Our Board of Advisors helps the BRP staff to make major decisions regarding collaborations with other NGOs, new program initiatives, and fundraising. Members of our Board share with us their expertise in a wide range of issues, especially those concerning participatory development, Burmese and Shan culture, public health and education, and refugees.

 

Alex Green

Kyi May Kaung

Rufina Lee

Zorm Namkok

Felise Nguyen

Danny Pallin

Shahid Punjani

 

 

Alexander Green

Alexander R. Green, MD, MPH, is a staff physician at Boston's Massachusetts General Hospital and Senior Scientist at the Disparities Solutions Center within the Institute for Health Policy. He was a National Health Service Corps fellow, Assistant Professor of Medicine, and served as Associate Director of the Primary Care Internal Medicine Residency at The New York Presbyterian Hospital, Cornell Medical Center. He currently teaches at Harvard Medical School and has been deeply involved in education, research, and policy in the field of cultural competence in health care since 1997.

 

 

Kyi May Kaung

Kyi May Kaung was born in Rangoon, Burma where she was an Associate Professor of Economics from 1978 to 1988. Her Ph.D. dissertation, from the University of Pennsylvania, is on the erosion of human rights and the devastating effects of central control in Burma. She is based in Washington DC and is now an independent scholar, writer, and artist. Since 1997, she has worked in international radio, and with The Burma Fund as a Senior Researcher.

 

 

 

Rufina Lee

Rufina Lee received her doctorate in social work from Columbia University and works as a researcher who focuses on severe mental illness, homelessness, and psychiatric epidemiology. Before starting her studies, she worked for 10 years as a psychiatric social worker in community, inpatient and emergency settings. She recently completed a study of Joint Crisis Plans, a type of psychiatric advanced directive, for people with severe mental illness in New York City; and she also sits on the Board of the New York Asian Women's Center, a social service agency for survivors of domestic violence and human trafficking.

 

 

Zorm Namkok

Zorm Namkok is a Shan Burmese refugee living in New York City.
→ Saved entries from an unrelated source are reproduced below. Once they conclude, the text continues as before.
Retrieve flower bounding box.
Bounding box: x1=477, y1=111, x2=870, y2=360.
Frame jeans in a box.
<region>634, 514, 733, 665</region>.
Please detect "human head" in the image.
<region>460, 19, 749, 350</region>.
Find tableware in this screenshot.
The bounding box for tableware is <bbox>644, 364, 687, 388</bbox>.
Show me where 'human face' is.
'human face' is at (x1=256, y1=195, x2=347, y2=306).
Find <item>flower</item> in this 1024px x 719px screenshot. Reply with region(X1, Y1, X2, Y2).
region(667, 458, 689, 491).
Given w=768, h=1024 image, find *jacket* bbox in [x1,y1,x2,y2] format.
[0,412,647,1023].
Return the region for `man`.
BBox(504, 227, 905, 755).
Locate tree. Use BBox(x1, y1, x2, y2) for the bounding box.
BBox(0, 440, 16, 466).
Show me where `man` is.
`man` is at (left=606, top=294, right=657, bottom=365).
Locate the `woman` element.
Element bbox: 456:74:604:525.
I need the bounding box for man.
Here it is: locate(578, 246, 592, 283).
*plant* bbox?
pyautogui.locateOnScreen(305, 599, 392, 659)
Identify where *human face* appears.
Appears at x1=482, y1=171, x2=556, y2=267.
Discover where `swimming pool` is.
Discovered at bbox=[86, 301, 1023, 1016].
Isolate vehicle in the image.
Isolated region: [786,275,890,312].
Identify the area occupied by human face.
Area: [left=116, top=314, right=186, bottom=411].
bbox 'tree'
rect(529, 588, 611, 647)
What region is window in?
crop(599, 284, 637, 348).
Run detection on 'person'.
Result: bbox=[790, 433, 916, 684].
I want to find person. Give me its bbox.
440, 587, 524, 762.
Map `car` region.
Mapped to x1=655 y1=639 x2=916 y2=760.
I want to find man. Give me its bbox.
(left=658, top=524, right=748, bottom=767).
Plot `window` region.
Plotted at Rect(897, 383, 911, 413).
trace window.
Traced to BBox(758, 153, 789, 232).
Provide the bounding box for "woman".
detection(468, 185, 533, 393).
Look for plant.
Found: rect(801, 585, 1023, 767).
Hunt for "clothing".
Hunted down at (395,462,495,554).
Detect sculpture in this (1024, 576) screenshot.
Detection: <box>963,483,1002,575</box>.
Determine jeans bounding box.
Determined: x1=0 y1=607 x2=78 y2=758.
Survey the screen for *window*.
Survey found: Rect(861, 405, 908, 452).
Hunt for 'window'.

She is a leader of the National Solidarity pro-democracy movement, has participated in the writing of the Shan State Constitution, and is a member of the Strategic Coordinating Committee of the Second Conference of the Road Map for Democracy in Burma. After fleeing Burma and before moving to the United States in 2003, she worked as a community organizer with Burmese refugees in northern Thailand.

 

 

Felise Nguyen

Felise Nguyen received her law degree from the University of Chicago Law School in 2002. In 2002, she received a Fulbright to Vietnam to learn and write about the lives of women in Vietnam. She has long been interested in human rights and human capabilities and is working in the area of transgender law in cooperation with the Sylvia Rivera Law Project and the Lambda Legal Defense Fund. She is also an organizational member of the Phung Su Foundation ("Together We Serve"), an effort started by her parents to provide educational scholarships to disadvantaged youth in Vietnam who would otherwise have to work. She is currently enrolled in the M.F.A. program at Brooklyn College and is working on novel.

 

 

Daniel Pallin

Danny Pallin is a physician who specialized in two fields: Emergency Medicine and Preventive Medicine/General Public Health. Presently he is a core faculty member of the Harvard Humanitarian Initiative of the Harvard School of Public Health, the Associate Research Director for the Department of Emergency Medicine of Brigham and Women’s Hospital in Boston MA, a teaching physician in the Department of Emergency Medicine at Children’s Hospital Boston, and an Assistant Professor at Harvard Medical School. He is an experienced researcher in the fields of epidemiology, emergency medicine, international medicine, and health disparities.

 

 

Shahid Punjani

Shahid Punjani is currently based in Kabul, Afghanistan with the Aga Khan Development Network, where he works on issues of long-term development impacted by protracted ethnic conflict, large-scale migration, and weak state institutions. He has worked on similar issues since 1998 in Bangladesh, India, Pakistan, and Tajikistan.